Writing through grief, about grief

Penny Zang
a Few Words

--

I started writing about ghosts after my father died two years ago. It was not intentional. I did not set out to write haunted stories. But then my grandmother and my aunt passed away. A year before, another aunt. And not long before that, one of my best friends passed away unexpectedly, too.

I kept dreaming about ghosts and since I wake up very early in the morning to write, when I’m still half-asleep, my writing reflected my dreams.

I wrote about ghosts because they were all around me. Each song on the radio, each holiday that passed. Sometimes there is no way to avoid the dead. Memories emerge whether you like it or not.

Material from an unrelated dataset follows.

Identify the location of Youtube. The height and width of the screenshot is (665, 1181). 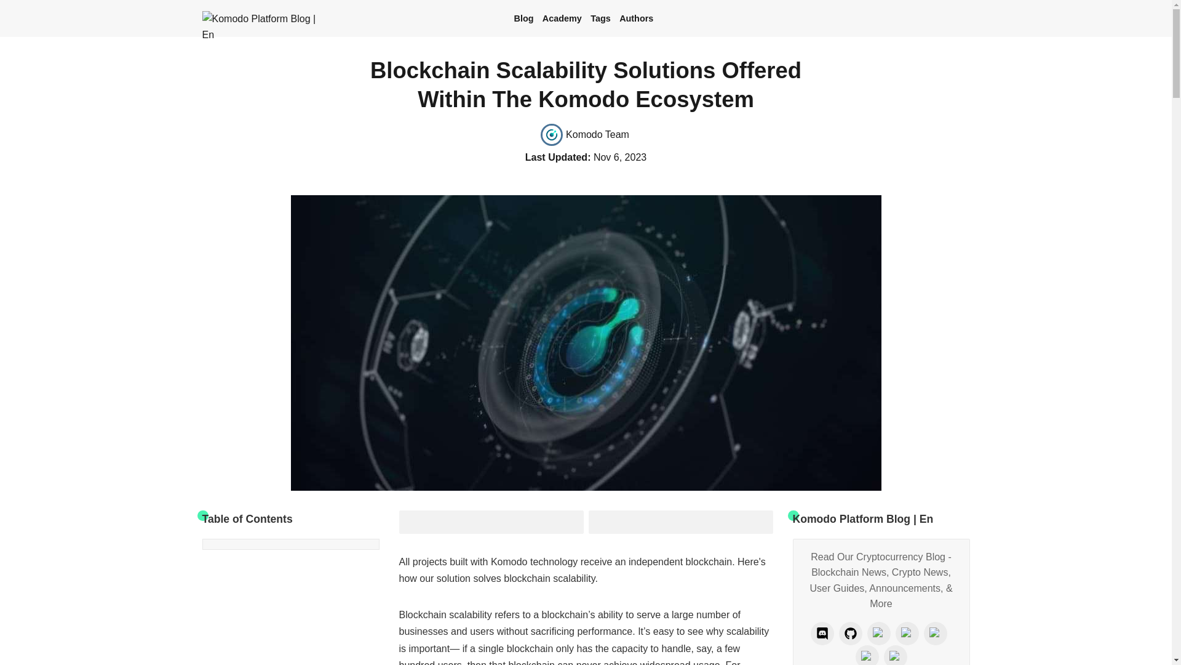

When it was apparent that I should embrace the hauntings in my stories, I began to read more ghost stories. Not the gothic kind of story that appear in every literature anthology, but the contemporary kind of ghost story that sneaks up on you. Lincoln in the Bardo by George Saunders and Her Body and Other Parties by Carmen Maria Machado are two books that stayed on my nightstand for a year. The Third Hotel by Laura van den Berg and Sing, Unburied, Sing by Jesmyn Ward are two others that shook me out of my grief and into someone else’s.

--

--

Penny Zang
a Few Words

English professor in SC and book nerd. Debut novel: Doll Parts, forthcoming from Sourcebooks, 2025.